On a small table beside the bed in which I lay – and where in Creation was that? my refreshed mind was already wondering – I found a box of safety matches and a candle. I soon discovered my clothes draped across the ornately carved foot of the bed. They had through some miracle been restored to their original condition, clean and untorn.

I dressed quickly and hurried from the bedchamber. A murmur of distant voices led me down a short hallway to a wide staircase. The warm glow of gaslight diffused upward from the room at the base of the stairs. I snuffed the candle and descended.

Seated at a heavy oak table were Dr. Ambrose and a young man. Only when I was standing at the side of the table did I recognise the young man to be no man at all, but Tafe outfitted in a man's suit and collar. The elegant cut and the confidence with which she wore it all served to disguise her femininity from anyone who was not aware of her true status. She pulled a thick black cigar from her mouth and winked at me through a cloud of tobacco smoke. The only sign of her recent wounds was a white line, as of a long healed cut, beneath her jaw.

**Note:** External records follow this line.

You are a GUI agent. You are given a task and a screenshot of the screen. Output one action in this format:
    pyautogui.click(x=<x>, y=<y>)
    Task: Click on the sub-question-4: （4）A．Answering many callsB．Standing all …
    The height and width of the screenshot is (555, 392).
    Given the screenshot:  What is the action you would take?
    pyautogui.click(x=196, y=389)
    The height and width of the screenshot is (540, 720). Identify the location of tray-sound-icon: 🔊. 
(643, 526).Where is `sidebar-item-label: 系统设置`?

'Hocker,' said Ambrose genially, 'glad to see you up and about. Great things are afoot, me lad, and I want you to be in for your full share of them. Have a chair.'

From between the table's legs, carved into griffins, I drew a seat and joined them. Ambrose pushed a platter of roast beef, steaming from the blood-red centre of its slices, coarse bread and a glass of dark lager toward me. 'Much explaining to be done,' he said, 'and it would sit poorly on an empty stomach.'

In truth, I was famished and needed little persuasion. Ambrose refilled my glass when it was only half drained. 'From a little ale-house in the Berkshire moors,' he noted, stoppering the jug. Tafe leaned back in her chair and drew luxuriously on her cigar with all the aspect of one sunk fast into the grip of some new-found pleasure.

'Mmm. Yes. Quite good, really,' I managed to say between mouthfuls. 'Surely you're having some?'

'We've dined already,' said Ambrose, waving a hand at a pair of dirty dishes at the other end of the table.